A gathering spot under pressure

For many in Ottawa's Inuit community, downtown gathering spots are more than just places to pass the time — they're spaces of connection, culture, and belonging in a city far from home. The Ottawa Inuit Circle says the recent drive to revitalize the downtown core has had the unintended effect of squeezing community members out of one of those spaces.

The group frames the issue as a question of who downtown is being cleaned up for. When revitalization focuses on changing the look and feel of public areas, the people who already use those areas — particularly vulnerable or marginalized residents — can find themselves treated as part of the problem rather than as members of the community the city is meant to serve.

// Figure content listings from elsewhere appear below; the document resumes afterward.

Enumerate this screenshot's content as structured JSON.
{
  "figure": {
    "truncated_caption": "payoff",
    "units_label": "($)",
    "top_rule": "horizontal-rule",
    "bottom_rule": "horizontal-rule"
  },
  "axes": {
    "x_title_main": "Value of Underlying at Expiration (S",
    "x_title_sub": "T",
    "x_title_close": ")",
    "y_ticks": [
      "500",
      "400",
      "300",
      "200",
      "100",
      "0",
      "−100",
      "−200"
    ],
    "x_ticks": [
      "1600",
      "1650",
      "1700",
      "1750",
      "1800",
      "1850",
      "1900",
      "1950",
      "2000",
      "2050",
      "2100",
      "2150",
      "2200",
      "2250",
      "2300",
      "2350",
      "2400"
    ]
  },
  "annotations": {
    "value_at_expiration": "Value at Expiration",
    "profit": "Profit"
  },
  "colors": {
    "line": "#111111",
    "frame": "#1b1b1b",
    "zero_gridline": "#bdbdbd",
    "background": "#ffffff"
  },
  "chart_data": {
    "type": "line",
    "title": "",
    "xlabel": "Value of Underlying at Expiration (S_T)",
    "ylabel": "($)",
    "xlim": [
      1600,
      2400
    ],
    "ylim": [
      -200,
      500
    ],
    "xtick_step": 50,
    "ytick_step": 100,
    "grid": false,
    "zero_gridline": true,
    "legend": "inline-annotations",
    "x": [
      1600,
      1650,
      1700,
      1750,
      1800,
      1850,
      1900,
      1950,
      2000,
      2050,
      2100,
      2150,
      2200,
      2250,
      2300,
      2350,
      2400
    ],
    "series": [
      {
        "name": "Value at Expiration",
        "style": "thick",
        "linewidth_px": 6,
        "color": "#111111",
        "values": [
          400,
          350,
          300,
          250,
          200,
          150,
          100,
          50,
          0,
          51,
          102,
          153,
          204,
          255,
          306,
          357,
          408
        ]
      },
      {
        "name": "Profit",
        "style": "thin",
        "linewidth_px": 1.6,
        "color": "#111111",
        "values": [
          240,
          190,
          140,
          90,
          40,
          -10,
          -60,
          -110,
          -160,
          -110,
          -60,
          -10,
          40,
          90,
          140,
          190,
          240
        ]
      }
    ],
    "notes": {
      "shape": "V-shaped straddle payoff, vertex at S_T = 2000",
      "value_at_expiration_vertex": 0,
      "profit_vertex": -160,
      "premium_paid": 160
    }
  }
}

Why this matters for Ottawa

Ottawa is home to one of the largest urban Inuit populations in southern Canada, and the capital has long positioned itself as a place that takes reconciliation seriously. That makes the Ottawa Inuit Circle's concerns especially pointed: a city that publicly commits to supporting Indigenous residents is now being told that its downtown strategy is having the opposite effect on the ground.

The tension highlights a broader challenge facing Ottawa as it tries to bring more life back to a downtown still recovering from years of disruption. Revitalization efforts often aim to make the core feel safer and more welcoming, but the Ottawa Inuit Circle's experience is a reminder that "welcoming" can mean very different things depending on who you ask.

The bigger picture on policing and public space

At the heart of the concern is the role of policing in shaping who feels comfortable in public space. When an increased police presence accompanies a clean-up effort, community groups say the message — intended or not — can be that certain people are no longer welcome. For the Inuit community, that risks cutting people off from a space that offered familiarity and a sense of community in the heart of the city.

The Ottawa Inuit Circle's message to the city and to Ottawa police is that revitalization shouldn't come at the expense of the people already using downtown spaces. Genuine consultation with affected communities, the group suggests, is the only way to ensure that improving the core doesn't quietly displace those who rely on it most.

For Ottawa residents watching the downtown transformation unfold, the story is a prompt to ask a harder question: a revitalized core is only a success if it makes room for everyone who calls the city's centre their gathering place.